Platform Power to the People


Essay by Sanjay Pinto & Beth Gutelius: “When stay-at-home orders swept across the United States in response to the coronavirus outbreak this past spring, workers’ rights advocates accustomed to in-person meetings had to adjust quickly—and many did. In April, thousands of supporters joined a digital workers’ town hall to learn about the issues facing Nashville’s low-wage workers amid COVID-19, compounded by a series of tornadoes that had recently hit the Tennessee capitol’s region. In May, Taco Bell workers in Michigan created an online petition with support from the Emergency Workplace Organizing Committee, a group formed in the early months of the pandemic. That effort won them hazard pay and increased paid sick leave, among other benefits.

In response to the pandemic, workers both employed and unemployed have used digital platforms and tools to magnify their voices and meet their needs. They have launched online petition campaigns to demand safer workplaces. Worker centers, unions, and other economic justice groups are broadcasting Facebook and Instagram live events to share information about programs that support workers, offering online training to navigate state unemployment insurance systems, and sending out text blasts asking workers to take direct action.

Digital platforms have also helped workers share information about the problems they’re confronting, mobilize different forms of support and mutual aid, and make demands of employers and policy makers. Such engagement occurs not only within the channels created by established worker justice organizations, including unions and worker centers, but also among informal networks of workers who have common concerns. In some cases, digital tools are mediating relationships between workers and employers to address needs that have intensified during the pandemic. Online platforms are connecting people to steadier work, for example, and enabling employers to pay in to benefits funds for workers who have been shut out of government-sponsored and regulated systems.

These uses of digital tools are not new. Mainstream social media platforms, despite serious drawbacks discussed below, have played an important role in a variety of social movements. For example, activists used Facebook and Twitter to coordinate protests during the Arab Spring uprisings in the early 2010s. In the worker justice arena, online engagement using social media platforms that mobilize and organize workers, like Facebook and customized platforms like Coworker, has contributed to impressive actions and campaigns, including teacher strikes in the United States, strikes of Ryanair workers in Europe, and successful efforts to challenge unfair workplace policies in nonunion settings around the world. In many ways, COVID-19 has amplified and accelerated the digital efforts that have already been in motion. In a time of social distancing, people have increasingly relied upon digital tools to support collective action across different sectors, just as they have for a broad spectrum of other social interactions.

However, digital engagement will never replace analog or in-person forms of connection, as we have seen in the recent protests drawing attention to the epidemic of police violence against Black Americans. Nor will tools designed to directly address specific challenges confronting low-wage workers single-handedly transform the broader set of conditions that have produced rising inequality; ongoing expansion of the low-wage economy; and entrenched marginalization based on identity markers like race, gender, and citizenship status. Just as we need to challenge the idea that technological change will inevitably lead to mass unemployment, we also need to resist seeing new technology as supplying a set of easy fixes that secure a just and equitable future of work.

In this article, we examine how worker-centered digital tools and approaches to digital engagement might fit within a larger set of strategies for shifting power in the economy and ensuring that all people have access to “decent work” that provides fair income, social protections, and the freedom to organize, among other measures. How can online organizing foster connection and collective action—even direct action—for workers separated by geography and working across different sectors? For those lacking information about their labor rights and the behavior of unscrupulous and abusive employers, how can digital channels offer a lifeline? How can digital tools help pave the way for “high-road” forms of employment that pay fairly and invest in workers, particularly in areas where prevailing policies and norms translate into chronic precarity?…(More)”.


### Aim of the task
If a picture appears among the records, leave it out and set down everything else exactly as it stands.

### Task material
################

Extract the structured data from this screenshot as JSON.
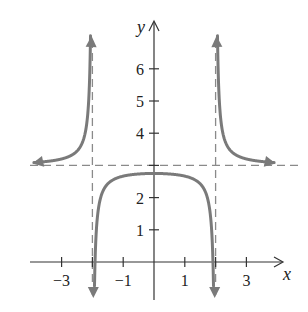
{
  "chart_data": {
    "type": "line",
    "title": "",
    "xlabel": "x",
    "ylabel": "y",
    "function": "y = 3 - 1/(4 - x^2)",
    "xlim": [
      -4,
      4.2
    ],
    "ylim": [
      -0.6,
      7.6
    ],
    "x_ticks": [
      {
        "value": -3,
        "label": "−3"
      },
      {
        "value": -2,
        "label": ""
      },
      {
        "value": -1,
        "label": "−1"
      },
      {
        "value": 1,
        "label": "1"
      },
      {
        "value": 2,
        "label": ""
      },
      {
        "value": 3,
        "label": "3"
      }
    ],
    "y_ticks": [
      {
        "value": 1,
        "label": "1"
      },
      {
        "value": 2,
        "label": "2"
      },
      {
        "value": 3,
        "label": ""
      },
      {
        "value": 4,
        "label": "4"
      },
      {
        "value": 5,
        "label": "5"
      },
      {
        "value": 6,
        "label": "6"
      }
    ],
    "asymptotes": {
      "vertical": [
        -2,
        2
      ],
      "horizontal": [
        3
      ]
    },
    "series": [
      {
        "name": "left branch",
        "domain": [
          -4,
          -2
        ],
        "behavior": "approaches y=3 as x→−∞, →+∞ as x→−2⁻"
      },
      {
        "name": "middle branch",
        "domain": [
          -2,
          2
        ],
        "behavior": "max y=2.75 at x=0, →−∞ at x→±2"
      },
      {
        "name": "right branch",
        "domain": [
          2,
          4
        ],
        "behavior": "→+∞ as x→2⁺, approaches y=3 as x→+∞"
      }
    ],
    "grid": false,
    "legend": null
  },
  "colors": {
    "curve": "#7a7a7a",
    "asymptote": "#8a8a8a",
    "axis": "#333333",
    "text": "#222222"
  }
}
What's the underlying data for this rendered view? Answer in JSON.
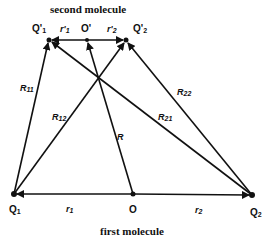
{
  "diagram": {
    "top_title": "second molecule",
    "bottom_title": "first molecule",
    "points": {
      "Q1": {
        "label": "Q",
        "sub": "1",
        "x": 14,
        "y": 194
      },
      "O": {
        "label": "O",
        "x": 133,
        "y": 194
      },
      "Q2": {
        "label": "Q",
        "sub": "2",
        "x": 252,
        "y": 195
      },
      "Q1p": {
        "label": "Q'",
        "sub": "1",
        "x": 49,
        "y": 40
      },
      "Op": {
        "label": "O'",
        "x": 87,
        "y": 40
      },
      "Q2p": {
        "label": "Q'",
        "sub": "2",
        "x": 126,
        "y": 40
      }
    },
    "segment_labels": {
      "r1": {
        "label": "r",
        "sub": "1"
      },
      "r2": {
        "label": "r",
        "sub": "2"
      },
      "r1p": {
        "label": "r'",
        "sub": "1"
      },
      "r2p": {
        "label": "r'",
        "sub": "2"
      }
    },
    "vectors": {
      "R11": {
        "label": "R",
        "sub": "11",
        "from": "Q1",
        "to": "Q1p"
      },
      "R12": {
        "label": "R",
        "sub": "12",
        "from": "Q1",
        "to": "Q2p"
      },
      "R21": {
        "label": "R",
        "sub": "21",
        "from": "Q2",
        "to": "Q1p"
      },
      "R22": {
        "label": "R",
        "sub": "22",
        "from": "Q2",
        "to": "Q2p"
      },
      "R": {
        "label": "R",
        "from": "O",
        "to": "Op"
      }
    },
    "line_color": "#111111"
  }
}
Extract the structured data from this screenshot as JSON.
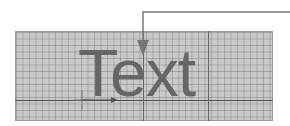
{
  "diagram": {
    "label": "Text",
    "colors": {
      "background": "#ffffff",
      "grid_fill": "#c9c9c9",
      "grid_line": "#8a8a8a",
      "major_line": "#555555",
      "text": "#666666",
      "callout": "#777777"
    },
    "elements": [
      {
        "type": "grid",
        "description": "fine graph-paper grid"
      },
      {
        "type": "text",
        "value": "Text"
      },
      {
        "type": "callout-arrow",
        "description": "leader line from top-right pointing down into the text"
      },
      {
        "type": "origin-marker",
        "description": "crosshair origin with horizontal arrow along baseline"
      }
    ]
  }
}
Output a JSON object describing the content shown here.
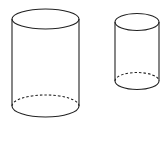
{
  "diagram": {
    "title": "",
    "stroke_color": "#222222",
    "background": "#ffffff",
    "shapes": [
      {
        "name": "large-cylinder",
        "cx": 45.5,
        "rx": 33.5,
        "top_cy": 19,
        "top_ry": 10,
        "bottom_cy": 106,
        "bottom_ry": 11
      },
      {
        "name": "small-cylinder",
        "cx": 137,
        "rx": 22,
        "top_cy": 22,
        "top_ry": 8.5,
        "bottom_cy": 81,
        "bottom_ry": 8.5
      }
    ]
  }
}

################

### Response area
Extract the structured data from this screenshot as JSON.
{
  "chart_data": {
    "type": "line",
    "title": "",
    "xlabel": "x",
    "ylabel": "y",
    "function": "y = 3 - 1/(4 - x^2)",
    "xlim": [
      -4,
      4.2
    ],
    "ylim": [
      -0.6,
      7.6
    ],
    "x_ticks": [
      {
        "value": -3,
        "label": "−3"
      },
      {
        "value": -2,
        "label": ""
      },
      {
        "value": -1,
        "label": "−1"
      },
      {
        "value": 1,
        "label": "1"
      },
      {
        "value": 2,
        "label": ""
      },
      {
        "value": 3,
        "label": "3"
      }
    ],
    "y_ticks": [
      {
        "value": 1,
        "label": "1"
      },
      {
        "value": 2,
        "label": "2"
      },
      {
        "value": 3,
        "label": ""
      },
      {
        "value": 4,
        "label": "4"
      },
      {
        "value": 5,
        "label": "5"
      },
      {
        "value": 6,
        "label": "6"
      }
    ],
    "asymptotes": {
      "vertical": [
        -2,
        2
      ],
      "horizontal": [
        3
      ]
    },
    "series": [
      {
        "name": "left branch",
        "domain": [
          -4,
          -2
        ],
        "behavior": "approaches y=3 as x→−∞, →+∞ as x→−2⁻"
      },
      {
        "name": "middle branch",
        "domain": [
          -2,
          2
        ],
        "behavior": "max y=2.75 at x=0, →−∞ at x→±2"
      },
      {
        "name": "right branch",
        "domain": [
          2,
          4
        ],
        "behavior": "→+∞ as x→2⁺, approaches y=3 as x→+∞"
      }
    ],
    "grid": false,
    "legend": null
  },
  "colors": {
    "curve": "#7a7a7a",
    "asymptote": "#8a8a8a",
    "axis": "#333333",
    "text": "#222222"
  }
}
What's the underlying data for this rendered view? Answer in JSON.
{
  "diagram": {
    "top_title": "second molecule",
    "bottom_title": "first molecule",
    "points": {
      "Q1": {
        "label": "Q",
        "sub": "1",
        "x": 14,
        "y": 194
      },
      "O": {
        "label": "O",
        "x": 133,
        "y": 194
      },
      "Q2": {
        "label": "Q",
        "sub": "2",
        "x": 252,
        "y": 195
      },
      "Q1p": {
        "label": "Q'",
        "sub": "1",
        "x": 49,
        "y": 40
      },
      "Op": {
        "label": "O'",
        "x": 87,
        "y": 40
      },
      "Q2p": {
        "label": "Q'",
        "sub": "2",
        "x": 126,
        "y": 40
      }
    },
    "segment_labels": {
      "r1": {
        "label": "r",
        "sub": "1"
      },
      "r2": {
        "label": "r",
        "sub": "2"
      },
      "r1p": {
        "label": "r'",
        "sub": "1"
      },
      "r2p": {
        "label": "r'",
        "sub": "2"
      }
    },
    "vectors": {
      "R11": {
        "label": "R",
        "sub": "11",
        "from": "Q1",
        "to": "Q1p"
      },
      "R12": {
        "label": "R",
        "sub": "12",
        "from": "Q1",
        "to": "Q2p"
      },
      "R21": {
        "label": "R",
        "sub": "21",
        "from": "Q2",
        "to": "Q1p"
      },
      "R22": {
        "label": "R",
        "sub": "22",
        "from": "Q2",
        "to": "Q2p"
      },
      "R": {
        "label": "R",
        "from": "O",
        "to": "Op"
      }
    },
    "line_color": "#111111"
  }
}
Extract the structured data from this screenshot as JSON.
{
  "diagram": {
    "label": "Text",
    "colors": {
      "background": "#ffffff",
      "grid_fill": "#c9c9c9",
      "grid_line": "#8a8a8a",
      "major_line": "#555555",
      "text": "#666666",
      "callout": "#777777"
    },
    "elements": [
      {
        "type": "grid",
        "description": "fine graph-paper grid"
      },
      {
        "type": "text",
        "value": "Text"
      },
      {
        "type": "callout-arrow",
        "description": "leader line from top-right pointing down into the text"
      },
      {
        "type": "origin-marker",
        "description": "crosshair origin with horizontal arrow along baseline"
      }
    ]
  }
}
Output a JSON object describing the content shown here.
{
  "diagram": {
    "title": "",
    "stroke_color": "#222222",
    "background": "#ffffff",
    "shapes": [
      {
        "name": "large-cylinder",
        "cx": 45.5,
        "rx": 33.5,
        "top_cy": 19,
        "top_ry": 10,
        "bottom_cy": 106,
        "bottom_ry": 11
      },
      {
        "name": "small-cylinder",
        "cx": 137,
        "rx": 22,
        "top_cy": 22,
        "top_ry": 8.5,
        "bottom_cy": 81,
        "bottom_ry": 8.5
      }
    ]
  }
}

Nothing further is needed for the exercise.